Invesco, a $1.9T asset manager, has announced the appointment of Kathleen Wrynn as its main crypto ETF manager.
Former JP Morgan veteran, Wrynn is tasked with organizing Invesco’s digital asset strategy and managing its portfolio.
According to an Invesco statement, the company has $1.6 billion in digital asset ETFs under management, including three Blockchain and Crypto Ecosystem ETFs and three Global Spot Cryptocurrency ETFs. In her new role, Wrynn will be expected to:
‘Will work closely with the global technology organization to identify and lead opportunities to leverage blockchain technology, such as initiatives to tokenize our funds and integrate digital assets into our investment strategies.’
Invesco’s move is the latest in a flood of indications suggesting surging institutional investors’ adoption of cryptocurrency.
This appears to be the year Wall Street finally embraces crypto with open arms, and hints that the future for Bitcoin is one of accelerated growth and scarcity.
All evidence indicates Bitcoin is rapidly becoming seen as a luxury asset.
No wonder companies, institutions, and even countries are stacking Bitcoin at an accelerated pace. The global financial system is anything but stable right now.

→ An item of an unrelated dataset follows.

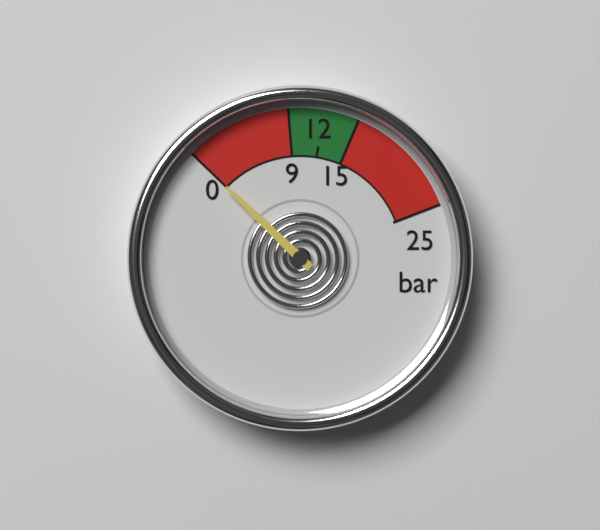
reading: 0 bar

The trend is explained, at least partly, by a decrease in Bitcoin’s volatility over the last cycles, which appeals to long-term investors, including governments.
This strengthens the idea that Bitcoin is becoming a luxury asset, with actors like Strategy virtually gatekeeping access to an increasingly more valuable and scarce asset.
As the main contributor to Bitcoin’s scarcity, this again puts Michael Saylor’s Strategy in the spotlight.
According to Adam Livingston, $BTC analyst and author of ‘The Bitcoin Age and the Great Harvest,’ with an average 2,087 bitcoins bought per day, Strategy is acquiring four times the Bitcoin that miners can produce (450 per day).
In his view, this positions Strategy at the heart of the current scarcity curve, stating that ‘Strategy is synthetically halving Bitcoin and will set the cost of capital for the next 100 years.’
What does this all mean? According to Livingston, this means that, in a few years’ time:
‘Access to Bitcoin will require paying a premium. Lending against Bitcoin will cost more. Borrowing Bitcoin will become a luxury business reserved for nation-states and corporate whales. Strategy will control the bottleneck.’
But why is everyone else stacking Bitcoin?
But why?
Bitcoin has even surpassed gold in terms of growth rate, despite the 10:1 market cap difference.
All in all, there’s little doubt that Bitcoin is the future of finance and is set to overtake fiat currencies in terms of stability, market trust, and inevitably, market cap.
But all’s not well on the OG blockchain
Despite its success, the Bitcoin blockchain isn’t without its faults.
The Bitcoin protocol currently faces issues like:
While there’s no easy fix on the horizon, several solutions have been proposed and tested to address some of these problems, but none have done so conclusively.
But is there hope that Bitcoin will become better on all fronts?
Bitcoin Hyper is the latest solution that promises to tackle some of Bitcoin’s problems like poor scalability, subpar transaction speeds, and high network costs.
At up to 7 transactions per second, Bitcoin is lagging behind the needs of modern financial systems, but Bitcoin Hyper aims to change that.
Bitcoin Hyper works on Bitcoin’s most pressing issues without impacting its security or brand trust, which recommends it as a viable Layer 2 solution.
You can get in at a low $0.011925 right now and hold on for a chart boom post-launch.
If Bitcoin Hyper is successfully implemented and maintains investor interest, we could see $HYPER go as high as $0.90 by the end of 2030, or even higher. If that happens, you’re looking at an ROI of 7,447% if you buy today.
Bitcoin Hyper also offers a dynamic APY of 551% for a staking pool of over 95M, which is almost 5% of the total supply in just the first month of presale.
Bitcoin is not only the future, but the now.
As always, don’t take this as financial advice. Do your own research (DYOR) and invest wisely.